The next documented report of dysprosody occurred in 1919 by Arnold Pick, a German neurologist. He noticed a 29-year-old Czechoslovak had started speaking in a Polish accent following a stroke. Pick's patient also had right hemiparesis, a lesser version of hemiplegia, and aphasia after the stroke. Pick noticed that not only was the accent altered, but the timing of the speech was slower, and the patient spoke with uncharacteristic grammatical mistakes. Pick later wanted to follow up on his research but was not able to, since the patient had died with no autopsy performed.
The most well documented account of dysprosody was in 1943 by G. H. Monrad-Krohn. A woman, Astrid L., in Norway was hit with a shell fragment during an air raid in 1941 through her left frontal bone, leaving her brain exposed. She was unconscious for four days and when she regained consciousness at the hospital, she was hemiplegic on her right side, was having seizures, and was aphasic. Initially she could only speak in monosyllables, yes and no, but then started to form sentences. When first starting to speak again, she also spoke with uncharacteristic grammatical errors, but over time they became much less pronounced and eventually she gained back full fluency of speech. However, she sounded as though she was speaking her native Norwegian with a German accent. It was two years later that she was admitted to the Neurological University Clinic in Oslo, Norway and seen by Dr. Monrad-Krohn. Krohn examined the patient and noted that there was no noticeable difference in her fluency, motor functions, sensory functions, or coordination. Upon examination of her skull, he found a large scar on the left fronto-temporo-parietal region. This was not as helpful as Krohn would have liked. Since the scar was so extensive, it was impossible for Krohn to pinpoint the exact region of the brain which was causing this altered speech. Krohn then ran tests on Astrid to assess her language comprehension. He found that in addition to her altered speech patterns, she had trouble finding the Norwegian words for trivial objects, such as light switch and match box. She also had to repeat the examiner's questions aloud before answering, had to say words out loud to herself before writing them down, and had difficulty comprehending written instructions. Krohn could not understand how she had acquired a foreign accent; it could not be attributed to any known disorder or condition. For those with this type of dysprosody, sometimes the accents they speak are from countries to which the person has never been. This is very puzzling for neuroscientists, since dialects and accents are considered to be an acquired behavior of learning pitches, intonations and stress patterns.

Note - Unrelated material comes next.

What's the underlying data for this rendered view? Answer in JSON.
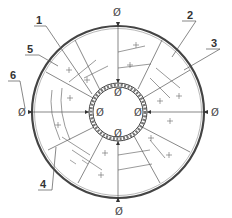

There have been another 21 cases documented up until 1978. Thirteen of those cases were documented at the Mayo Clinic, while the others were documented at clinics and hospitals elsewhere.
There have been more recent occurrences of people who have developed accents after brain injuries, specifically strokes. In 1999, Judi Roberts had a stroke which paralyzed the right side of her body, leaving her unable to speak. Over time, her speech began to improve, eventually recovering full fluency, but she developed a British accent despite having lived in the US for her whole life. In 2006, another report was documented of Linda Walker, a native of England, who developed a foreign accent after having a stroke.